We have a bathroom that’s needed some work ever since we bought this house almost ten years ago. It’s a tiny little room with a full-size tub, a wall-mounted sink, a toilet, and just 25 square feet of floor space. My beloved younger daughter is in her senior year of high school, I work for a middle school, and we’re on spring break this week, so we figured we’d just go ahead and knock out this little home-improvement project in a couple of days and then enjoy the rest of our break with a newly renovated bathroom.

We started Sunday. It’s now Thursday, and we still have to get the baseboards in and a wall cabinet mounted. We’ve realized why the former residents of the house gave in to the impulse to tile the floor from the tub to the wall rather than starting in the middle and cutting tile on both sides of the room, but we didn’t follow suit. We’ve also discovered that someone with more enthusiasm than ability did the plumbing. However, we now have a lovely little bathroom with nicely laid floor tile, a small vanity where a person can set her toothbrush without fear of it rolling into the toilet, and, God willing, tomorrow we’ll have enough storage in the room so that my daughter doesn’t have to carry her things back and forth as though she were living in a dorm.

The kitchen needs new floor tile and new cabinets. After this experience, I’m thinking I’ll just buy a lottery ticket and hope that I’ll be able to hire someone else to do that job.

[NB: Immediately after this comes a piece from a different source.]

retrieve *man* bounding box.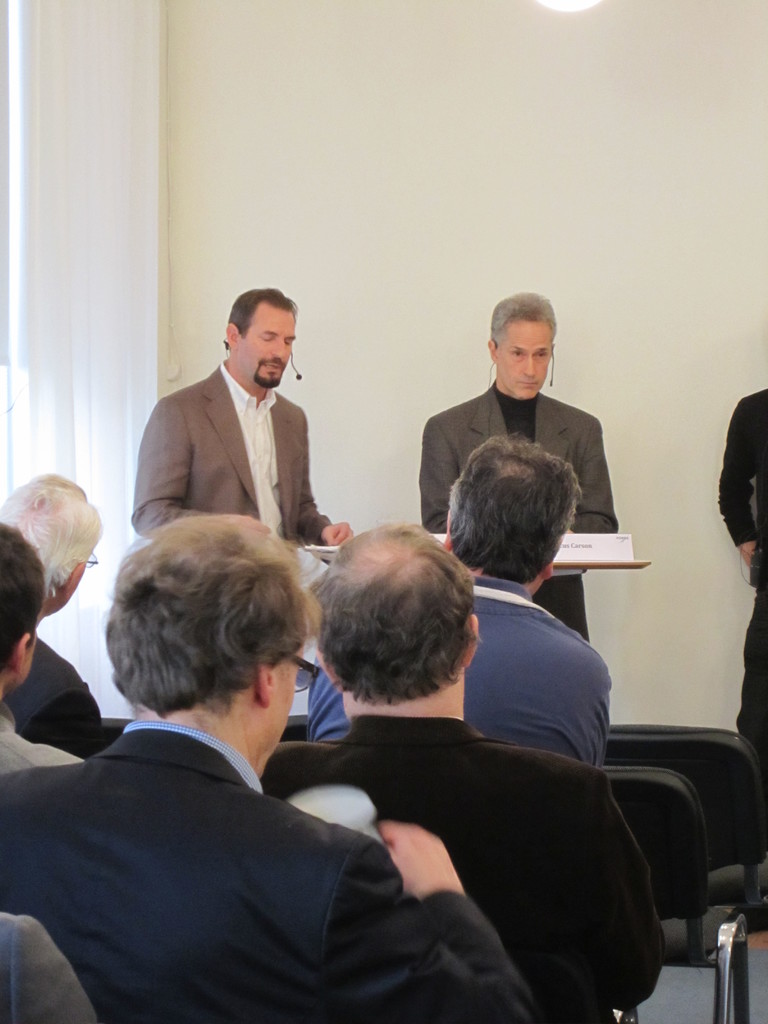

Blue? :confused: OK, add another checkmark to the list of “things which you’d never think vary by location”: all the painter’s tape I’ve ever used was a sort of parchment color. I recently had to explain to Mom how to distinguish between painter’s tape, electrician’s tape and packaging tape, followed by out-of-the-blue questions for several days; a couple of weeks ago she called me because she wasn’t sure which one was which, but at least she remembers there is a difference…

I have screwdrivers in each of the toolboxes (big one, small one and car), plus a flat one and a phillips one and a set of allens in the bottom drawer of Mom’s desk (in her house), plus another set (flat, phillips, allens) in the cutlery drawer. Tape measures: one on my computer desk (sitting beside the pens pot), one in the cutlery drawer, one in Mom’s desk (she also has a seamstress’ tape in her sewing box), one in each toolbox. For anything else: if it’s big enough (the BnD, the stapler) it’ll have its own box; otherwise look in the big toolbox first; if it’s not there look in the small toolbox; if it’s not there call Middlebro to make sure he didn’t borrow it and forget to mention it; if he doesn’t have it, buy one. Am I organized or what?